I've been thinking about food a great deal recently. Of course, thinking about food is not exactly a new pastime: I think I have thought about food a great deal all of my life. However, travel does make me think differently about food, as did the two books I read on the trip, Living Poor by Moritz Thomsen and Her Fork in the Road edited by Lisa Bach.
Thomsen spent four years in the Peace Corp on the coast of Ecuador in the late '60s. His chronicle is well written (Happy Cricket's long ago review points out some of the funnier passages), unintentionally depressing, and food obsessed. He reminds readers of the close relationship between food (particularly protein) and development, particularly intellectual. He finally realizes that his efforts to better the situation in the impoverished village he lives in fail not because of bureaucracy, laziness and cultural differences (which all play a part), but largely because for several months every year there is not enough food to support men working or children's brains developing.
Her Fork in the Road, is much, much different. The book is a collection of essays celebrating women eating and travelling; the kind of book my mother and I eat up. While in Ecuador looking at small people (knowing that most of adult size is nutritionally and not genetically determined) and being fed meat at every meal, I was not as impressed by the essays discussing eating as a passion of the senses as I usually am. I found myself drawn to the essays describing hunger (and Kelly Winters' descripion of hunger on the Appalachian Trail and Dawn Squires' essay about a food-less Solomon Islands feast are both spellbinding).
Overall, I concluded that being overfed is really an embarrassment. By eating too much (and having the resulting body), I am shamelessly flaunting my wealth, working against my environmental principles, and acting irresponsibly with regards to my own health. I should be ashamed.
This did not stop me from buying the local specialty, a layered homemade ice cream bar, as our bus ambled through Salcedo.

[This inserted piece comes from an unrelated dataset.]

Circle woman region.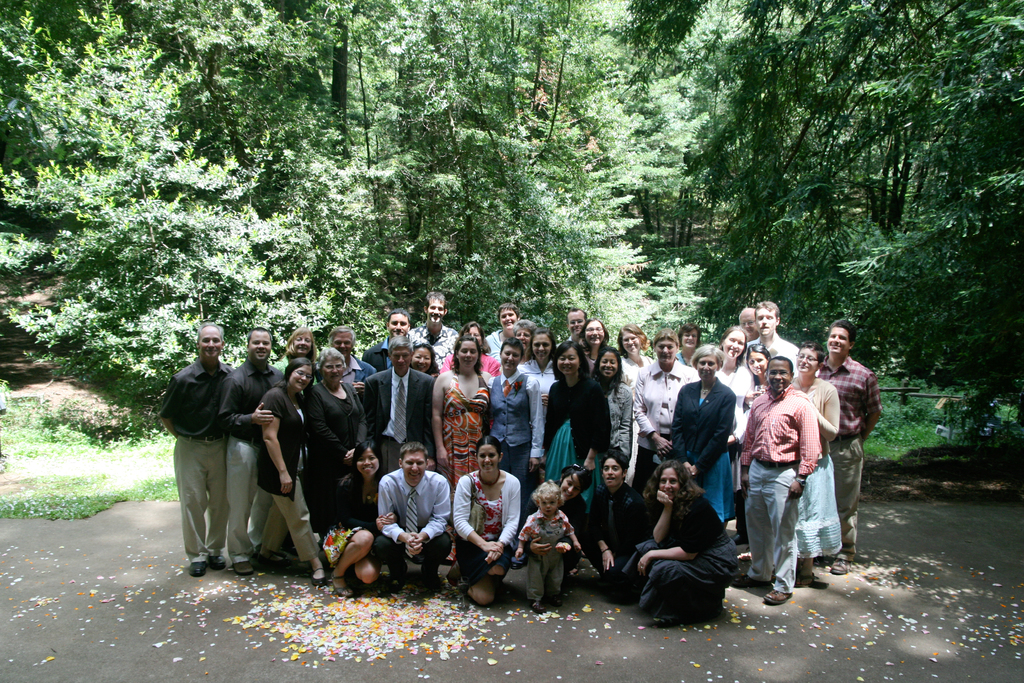
Region: l=500, t=323, r=540, b=358.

Both books, by the way, are highly recommended. I did have the impression reading Her Fork that I had heard a lot of this before. As a reader of MFK Fisher, Ruth Reichl, Elizabeth David, Frances Mayes and Isabel Allende, I had actually read much of it before. I also had the nagging impression that "I could write better." My mother, who believes in food writing and my ability to write more than I do, might have given me the book (twice!) to remind me exactly of that. If food (and plant) writing is my calling, why am I not doing it?

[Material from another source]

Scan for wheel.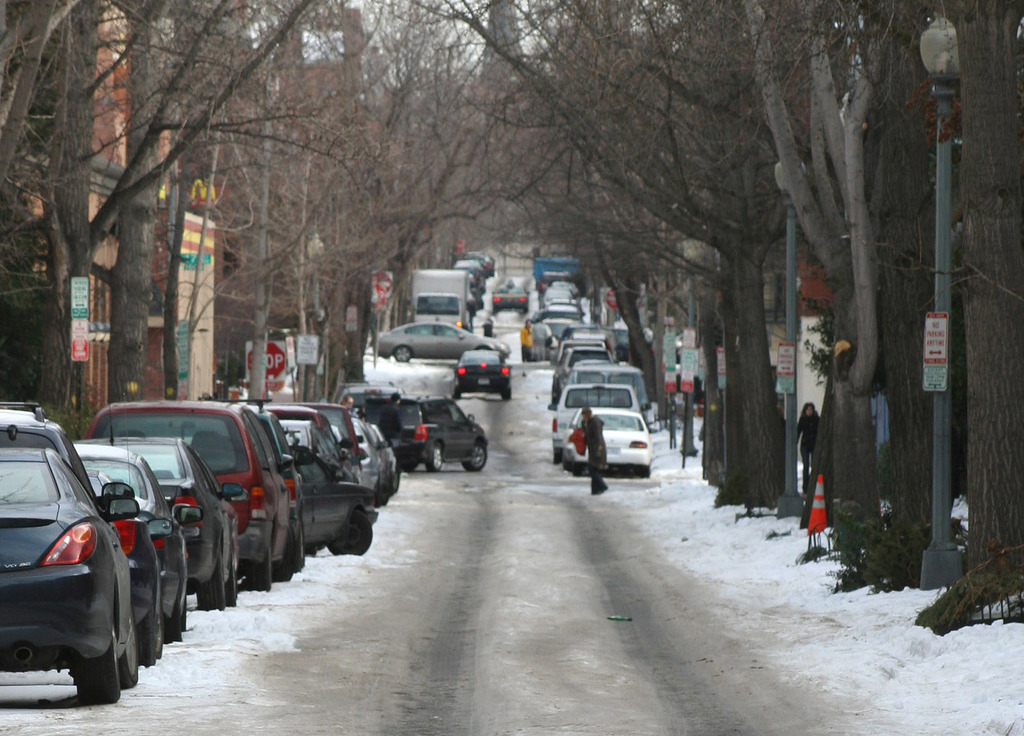
Scan result: pyautogui.locateOnScreen(575, 463, 585, 479).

For those of you following along at home

As I jump around talking about books, sparkling wine and cuy (roasted guinea pig), I thought I'd best give some indication of where we actually were on this trip.

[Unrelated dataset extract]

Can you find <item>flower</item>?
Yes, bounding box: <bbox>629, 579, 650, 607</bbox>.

Aside from the unintentional night in Guayaquil (largest city in Ecuador, on the coast), we did not venture far from Quito (capital city in a high Andean valley).
Our trip was basically:



  1. Mindo (West of Quito towards Santa Domingo de los Colorados), cloud forest eco-tourism village at 1250m
  2. Papallacta (East of Quito towards Baeza-- in the Amazon watershed), hot springs in an old volcano crater, surrounded by high Andeas and some cloud forest at 3,300+ m.
  3. Tena, bustling city in the Amazon jungle at 518m (quite a bus ride from over 10,000 ft. to under 2,000).
  4. Banos (between Puyo and Ambato) tourist town on the "balcony" of a volcano at 1,800m.
  5. Riobamba, bustling city surrounded by volcanoes at 2,750 m and at the bottom of the little map.
  6. and back to Quito.

Maps provided by the CIA via wikipedia.